The first war photographs taken, said Blume, were during the Civil War. The pictures showed fields of dead bodies and many people lost their romanticized view of war as a result.
"People were shocked to see this, and for it to seem so real," said Blume, about people’s reactions to the Civil War photographs.
Blume explained, much like the Vietnam conflict being broadcast into the homes of millions of Americans, the photographs taken during the Civil War changed the way Americans viewed war.
Forgetting the past"
"It is typically American to have very short memories," said Blume. Dismissing the cliché, "History repeats itself," Blume said, that similar patterns are apparent which most probably have to do with human nature more than anything else.
"A nation is made up of people, and people act in a certain way," said Blume. "International diplomacy is made by people and carved out by people."
"Lessons of the past" can be used as reminders and guideposts for the future, said Blume. All too often, Americans do not recognize these patterns and therefore either fall into similar patterns or simply do not prepare for them.
Americans also tend to look at their successes and not at their failures, according to Blume.
"There is an overwhelming sense of optimism in America, and it is historically an American trait," said Blume. "The problem with the U.S. and the American people is that we haven’t had enough failure. The American people have always been very successful."
Blume said he believes, in modern times, the United States uses a World War II model as an approach to international diplomacy and our role in the world. He adds, "The lessons of these positive experiences is what we always expect to happen."
However, that is not always the case, which is part of the reason why Americans still carry around bruised egos from the controversial Vietnam conflict in the 1960s and 70s, said Blume.
"In the Gulf War, you could almost see the government trying to avoid what happened in Vietnam. That doesn’t seem to be the case in the Iraq war," Blume told The Enterprise.

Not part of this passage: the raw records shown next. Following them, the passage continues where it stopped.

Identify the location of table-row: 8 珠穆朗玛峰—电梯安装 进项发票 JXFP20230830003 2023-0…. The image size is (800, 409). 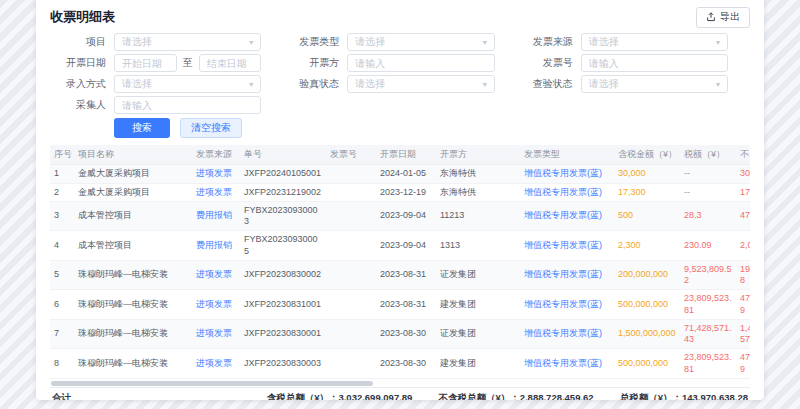
(400, 364).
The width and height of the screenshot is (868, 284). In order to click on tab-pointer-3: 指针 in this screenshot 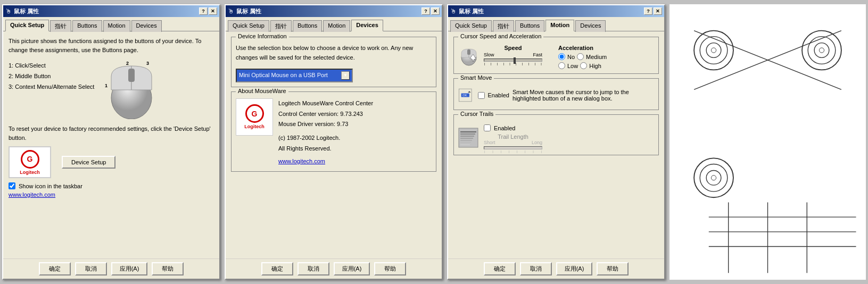, I will do `click(503, 26)`.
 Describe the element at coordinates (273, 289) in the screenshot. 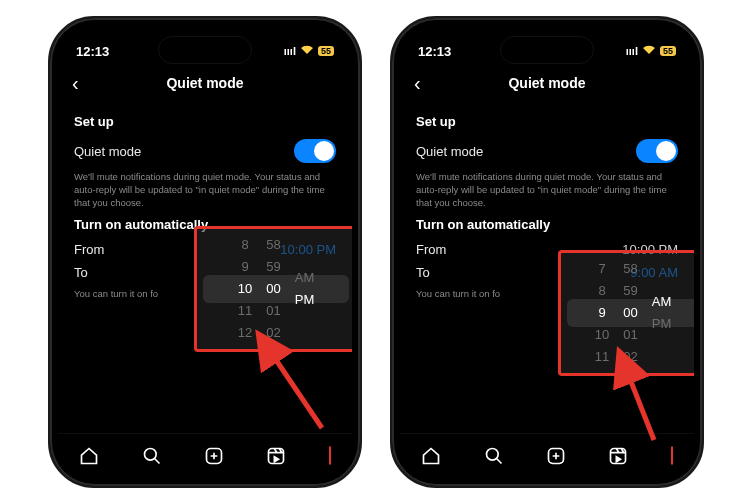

Much like Yugoslavia, Blume said, maybe Iraq should not be a single country, because historically it never was.
"It is American naïveté to think we can walk in, snap our finger, wave a magic wand, and make everything democratic," said Blume.
The 19th-Century was drastically different since America was not a targeted enemy, and there were not adequate weapons for smaller nations to threaten the United States security, explained Blume.
"During the Cold War period, you could say, for example, that the Soviet Union was the number-one enemy. Now, you can say this international network of terrorists is our enemy," Blume said. "You couldn’t do that in the 19th-Century. America didn’t have any one enemy. Certain countries did not like the U.S., but they we were not enemies."
Today, however, there is a feeling that American growth and prosperity is connected with international ties, Blume said, and that as Americans we are trying to find out what we are to the world today.
"If you read the words of the politicians of that period," he said of the late 19th-Century, "you can still hear it today. What is the role of the U.S. as a beacon of liberty and freedom" We liked to talk about it then and we still do today," Blume said.
"Once slavery was abolished after the Civil War, the United States could be a moral beacon again"These lofty ideals, the right ideals, these concepts all came from the period of the Spanish-American War," said Blume.
Today there is still a lot of rhetoric," Blume said, "about how the U.S. has to do good things around the world."